More oppressive Green insanity coming to Australia



THE cost of cooling your home and cooking dinner could double under a new Gillard government power proposal. Charging consumers more for electricity during the evening peak, and less at other times, is among a raft of "policy options" contained in a discussion paper made public yesterday.

The plan would involve a statewide rollout of so-called "smart meters", which have caused anger among some consumers whose bills have risen sharply. Other proposals put forward in the paper include minimum energy standards for appliances, rebates and green building regulations.

There is also a bizarre plan allowing energy companies to remotely control home airconditioners in high-demand periods in return for a discount at other times - a move experts say would hit western Sydney hard.

After the Department of Climate Change and Energy Efficiency released the consultation paper for a proposed national energy savings initiative, acting Greens leader Christine Milne claimed it was "another great Greens idea coming to fruition".

The push for a new green scheme would, according to the paper, "complement" the carbon tax, which will add $171 to power bills and would come on top of the existing renewable energy target scheme which added $100 to power bills this year. Smart meters monitor electricity usage in 30-minute intervals and feed information back to the energy company.

Some families in new homes with so-called smart meters are already on time-of-use tariffs where, between 2pm and 8pm, they pay 44c a kilowatt hour - twice the flat rate.

Energy Australia was forced to allow 200,000 households in NSW to revert to a flat rate if they wanted to after time-of-use charging hurt those who were at home during the peak period - new parents, pensioners and the disabled.

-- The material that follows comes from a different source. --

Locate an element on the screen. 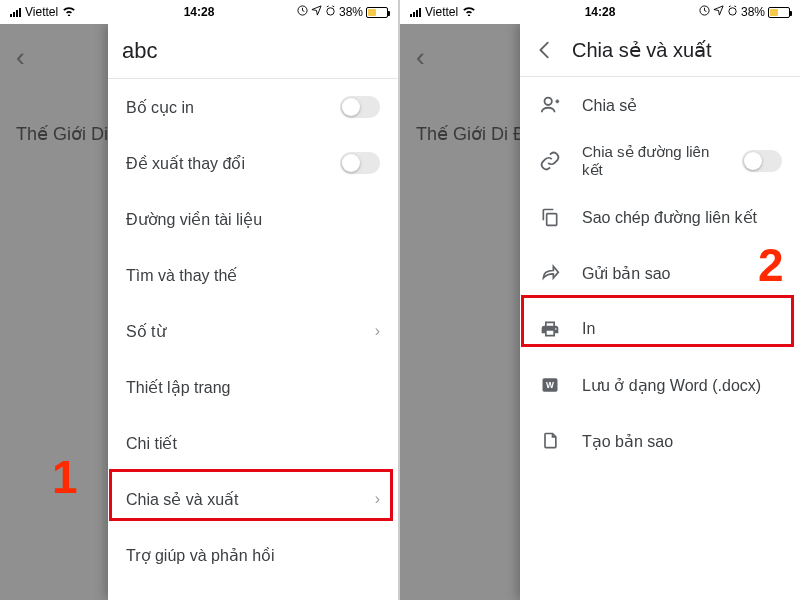  file-copy-icon is located at coordinates (550, 441).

Energy Australia claimed 70 per cent of households were better off with smart meters. But research by St Vincent De Paul has shown time-of-use charging imposes double-digit increases on young families and the welfare-dependent.

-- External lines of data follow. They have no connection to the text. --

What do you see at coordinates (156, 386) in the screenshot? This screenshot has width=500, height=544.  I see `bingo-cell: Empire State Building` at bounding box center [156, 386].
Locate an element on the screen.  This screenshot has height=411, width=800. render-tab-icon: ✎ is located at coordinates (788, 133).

Senator Milne said: "For too long, governments, businesses and householders haven't tackled our hugely wasteful use of energy because there has been no clear and urgent driver to do so." She said a target for energy use reduction should be set at 3 per cent a year.

Energy Users Association executive director Roman Domanski said similar schemes in Australia and overseas had produced limited benefits. He said time-of-use pricing would be more pronounced in hotter areas of Sydney - the west. "If the government introduces a scheme like that, it is going to increase bills," he said.

"We're now going to have a carbon price that is going to encourage people, supposedly, to lower emissions and also reduce the amount of energy people use so we wonder why you need one of these sorts of schemes to push electricity prices up even more."

A spokeswoman for parliamentary secretary for climate change Mark Dreyfus said a national energy savings initiative was aimed at "helping households and business save money on energy costs".